As I’ve seen and experienced this “sinking ship” feeling with my students, it has motivated and inspired me to preach the Gospel even more out of necessity! Games and activities might provide the 30 minute distraction to the question “Who am I?” But a weekly reminder that you are made in the image of God, that you are the pinnacle of God’s creation, and that you are so precious in God’s sight that he’d rather die for you than spend eternity without you goes beyond distraction. It can provide healing to the deep grief our students are feeling as they are face-to-face with the fallen world.
When we’re all able to gather again face-to-face, don’t settle for just being happy to see each other again. Rejoice! Celebrate! And remind your students that the reason they have felt this longing for community is because they are called to be a part of the body of Christ! Don’t settle for behavior modification lessons that will do nothing to address their hearts, or the lack of hope they’ve been feeling.
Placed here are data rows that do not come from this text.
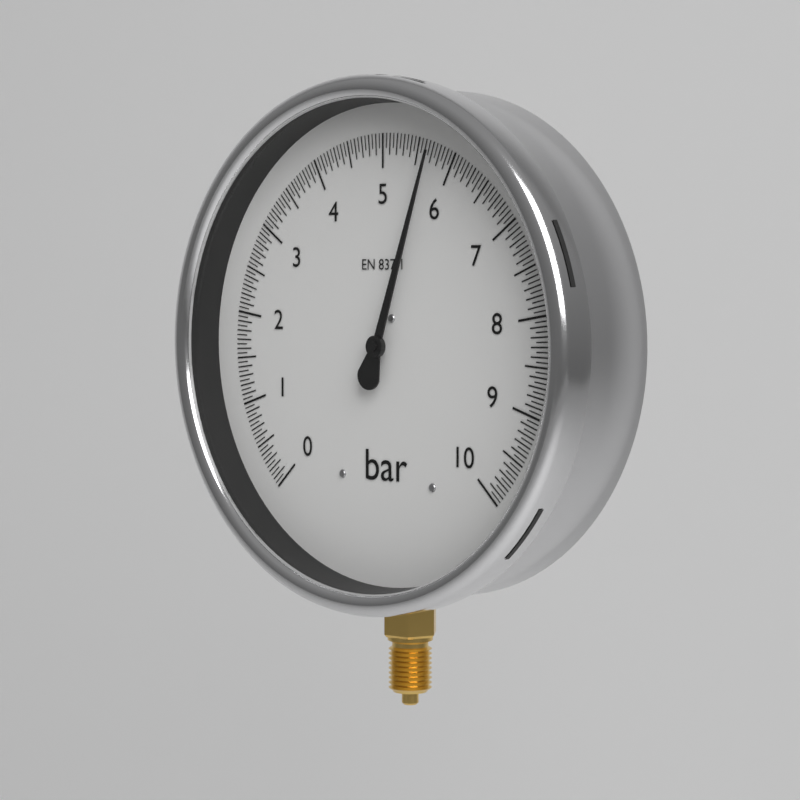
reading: 5.70 bar
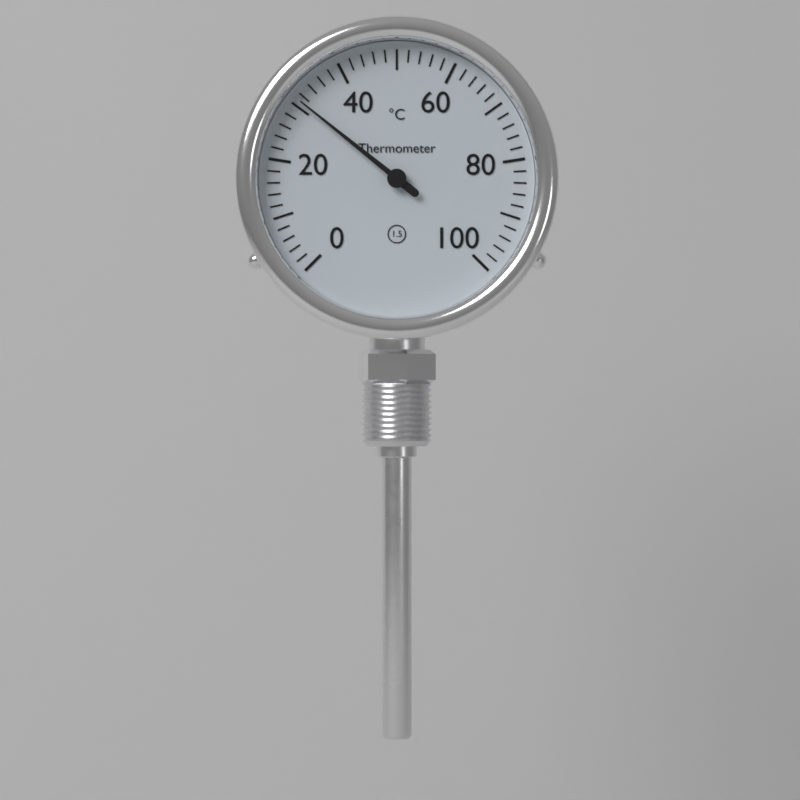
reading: 31 °C
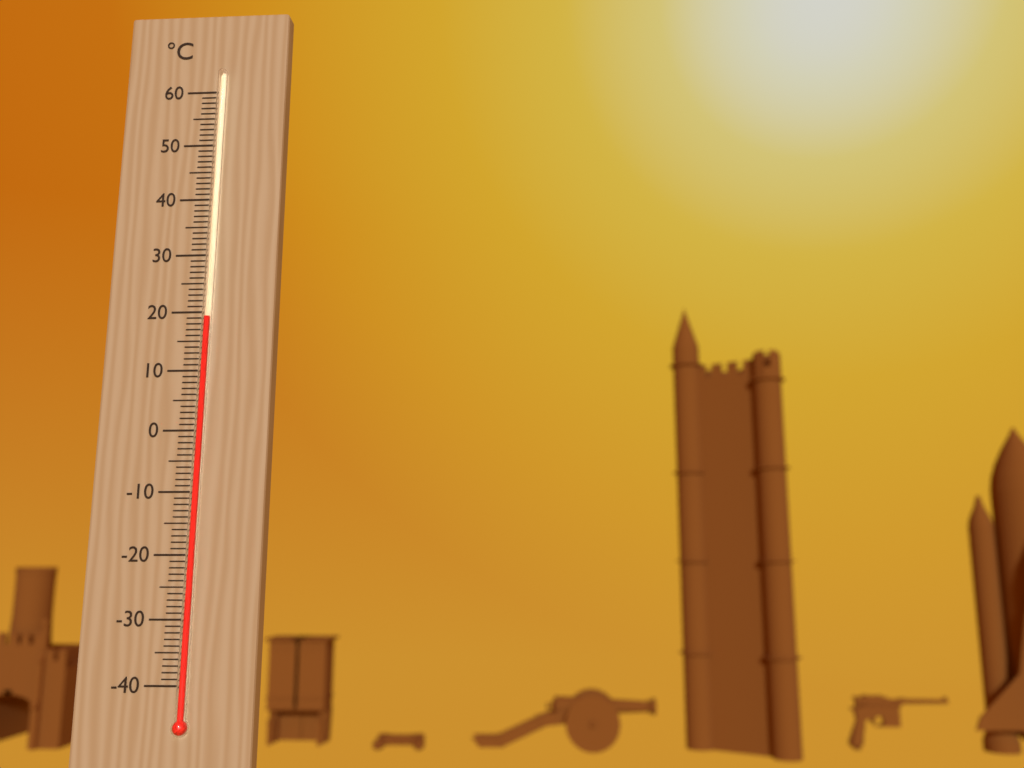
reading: 19 °C
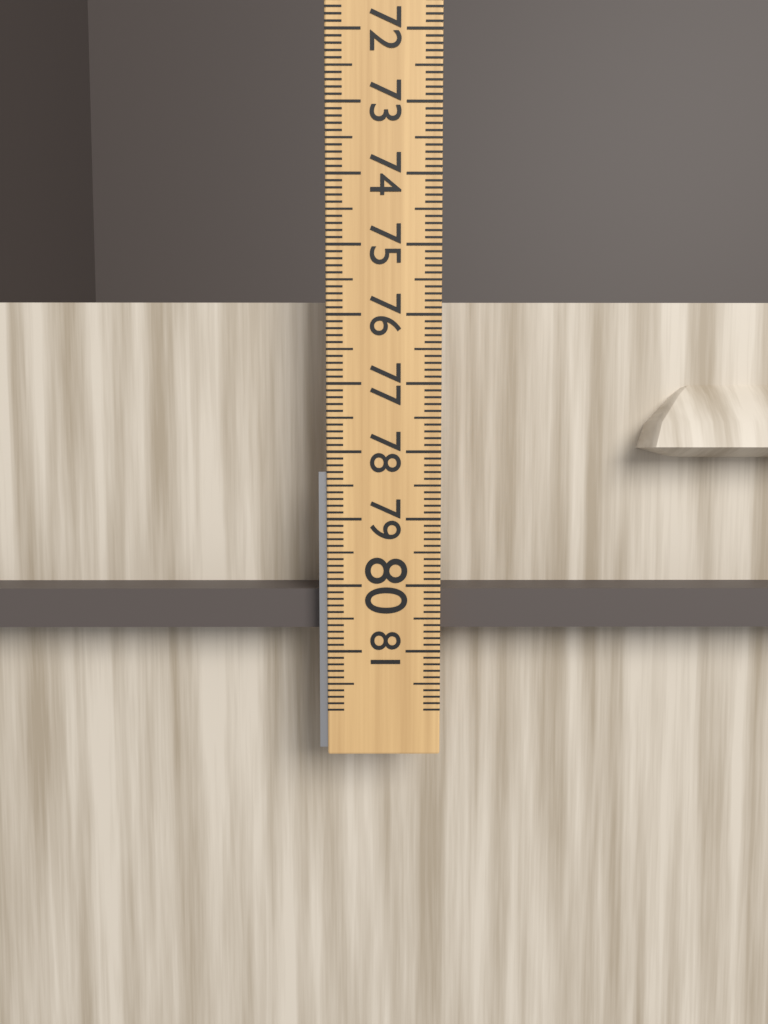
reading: 80.7 (no unit)
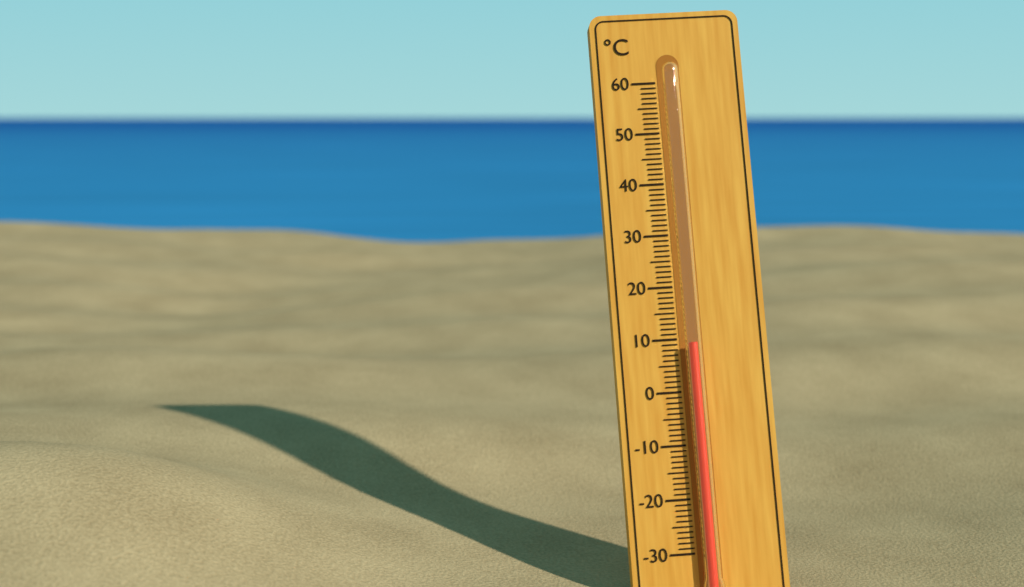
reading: 9 °C
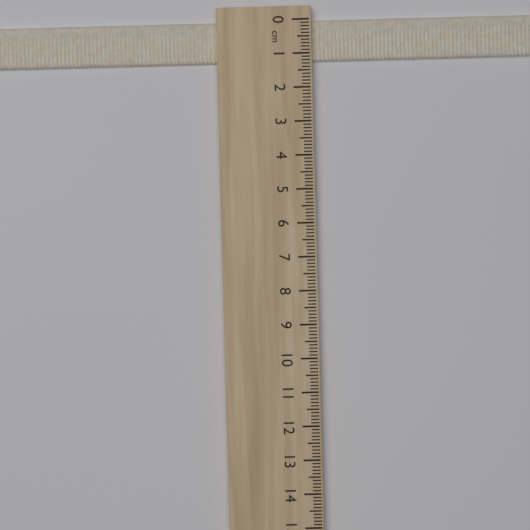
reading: 1.2 cm
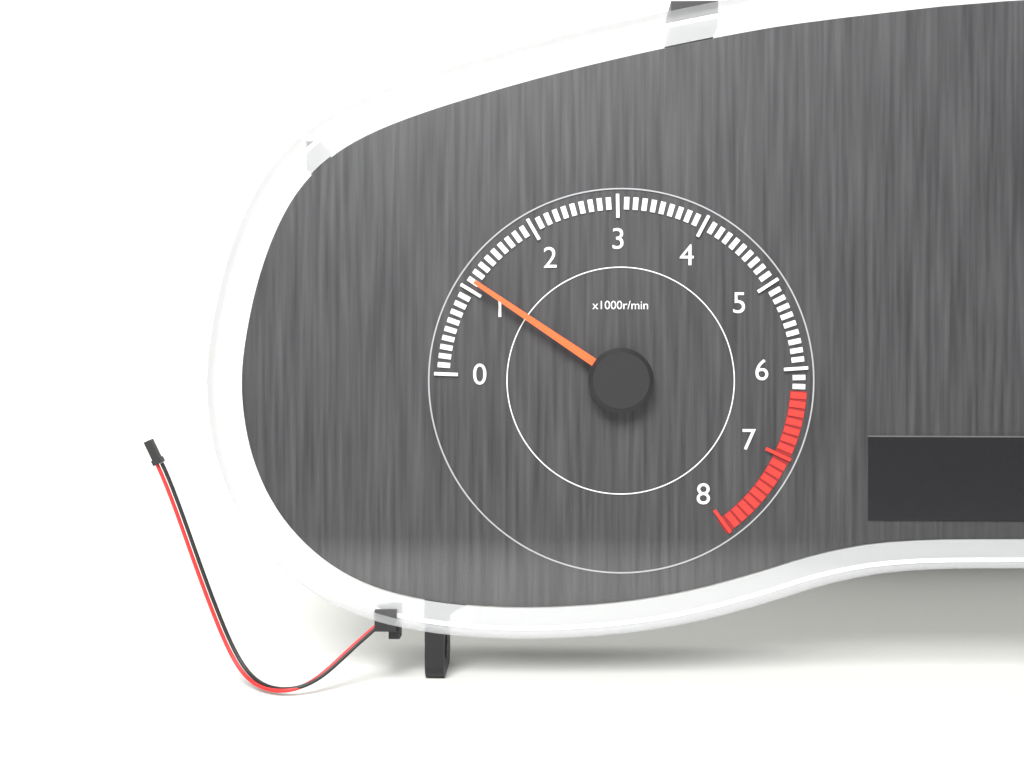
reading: 1100 r/min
Rather, remind them that the same God who has made us in his image, who died for our sins and called us to be a part of his Body, also invites us to cast our yoke upon him so that we can find rest for our souls in his loving and gracious arms!
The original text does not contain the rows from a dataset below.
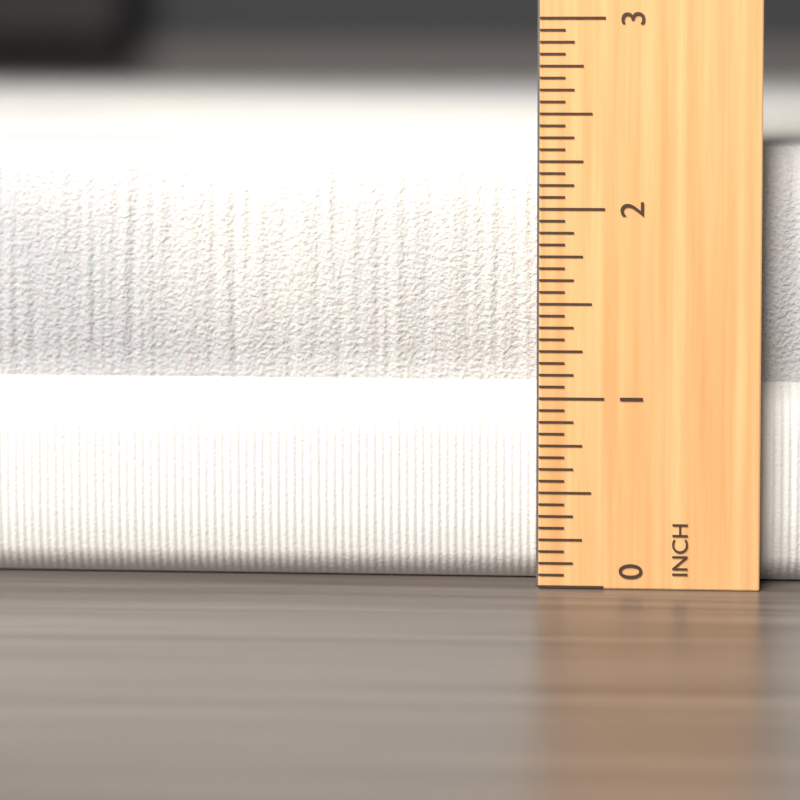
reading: 2.3125 inch
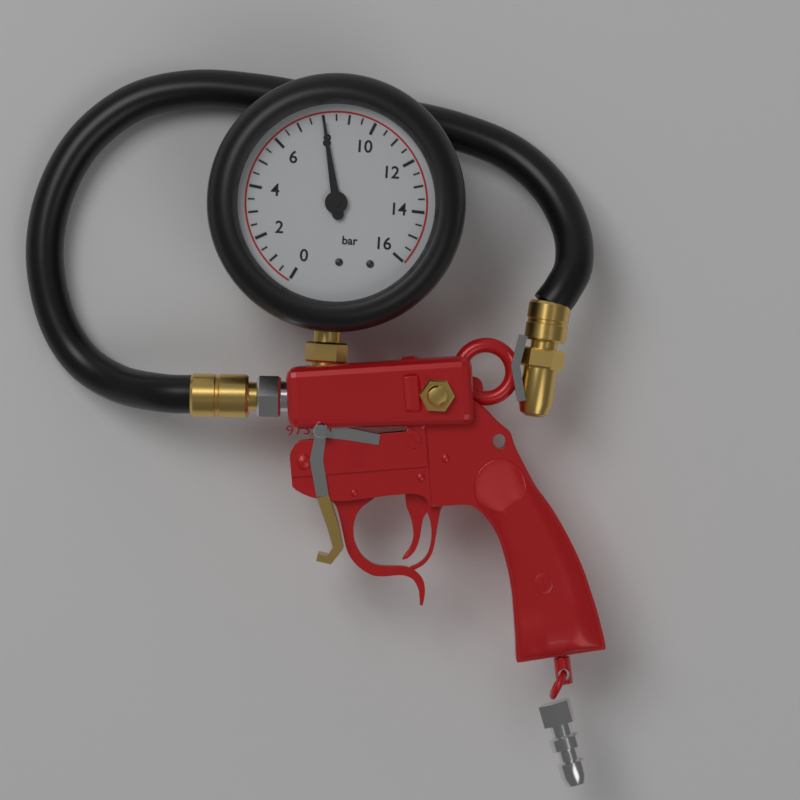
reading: 8.0 bar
If you were like me two years ago, afraid that the basics of the Gospel message would become too repetitive, let me share my teaching journey with you from this past year. The topics we’ve discussed this year consist of: the fear of God, following Jesus, the Holy Spirit, spiritual disciplines (such as prayer and Bible reading), Christian fellowship, and future hope. You might think that in a predominantly Christian-school context that my students were quite equipped with knowledge in these areas; not the case! Here are just a few comments I’ve overheard the past year (and keep in mind that 95% of the students I minister to are 2nd to 4th generation Christians who have only ever gone to Christian school):
I don’t know how to pray because no one has ever taught me.
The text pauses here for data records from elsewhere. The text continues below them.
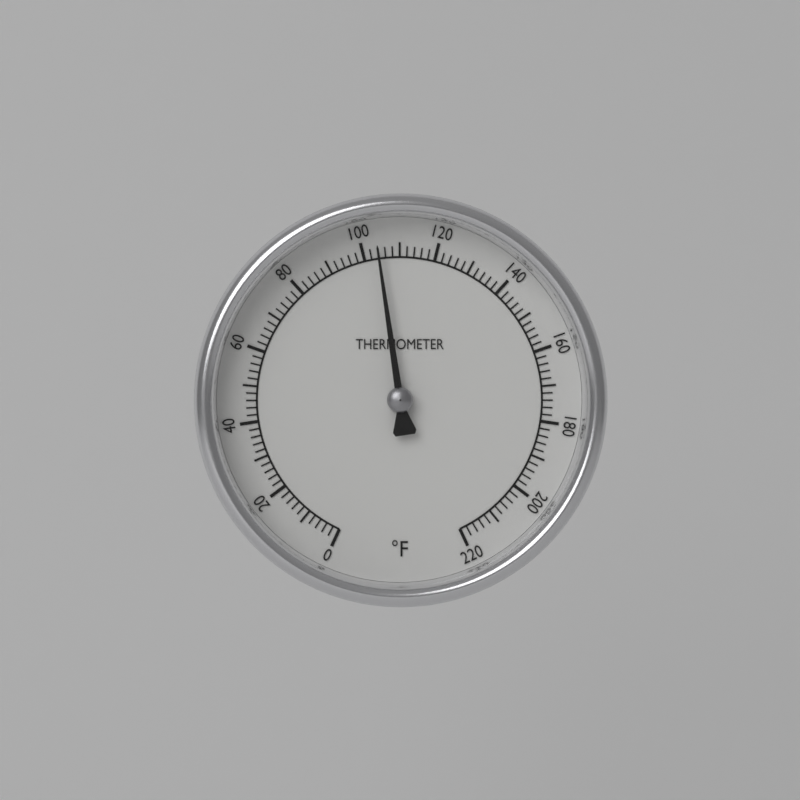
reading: 104 °F
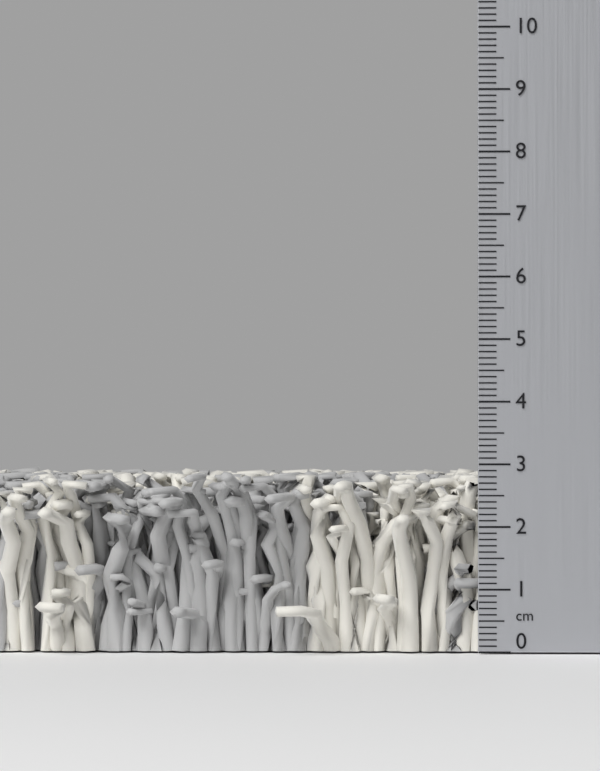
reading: 2.9 cm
The Holy Spirit isn’t so much God as he is God’s helper when we are in really difficult situations.
Jesus won’t love me if I don’t read my Bible and pray every day.
I’ve sinned too much to be forgiven. - (a 14-year old, by the way)
I can trust more in politicians and world leaders to make meaningful change because I can see them. I don’t know for certain that God is going to be the one to fix all this.
Each and every single one of those comments screams for the truth of the Gospel of grace. We need to preach the Good News every single week to our students, like our lives and ministry depend on it! We have been blessed with fertile soil to start sowing the seeds of rescue and grace into the lives of our students; who knows if we’ll ever be given the chance to speak truth and grace into a collective conscious of grief ever again in our lifetime? Let us not waste the opportunity on games, activities, distractions, and “cool” messages. As we find rest, hope, purpose, grace, and love in Christ, may we never cease in leading our students to the only one who is able to truly meet their deepest needs with transformative grace.
Preach the Gospel, friends. Preach it every week without apology — it is what we need — it is what our students need — and it is what the world needs now more than ever!
This article was originally written for Rooted in early May, 2021.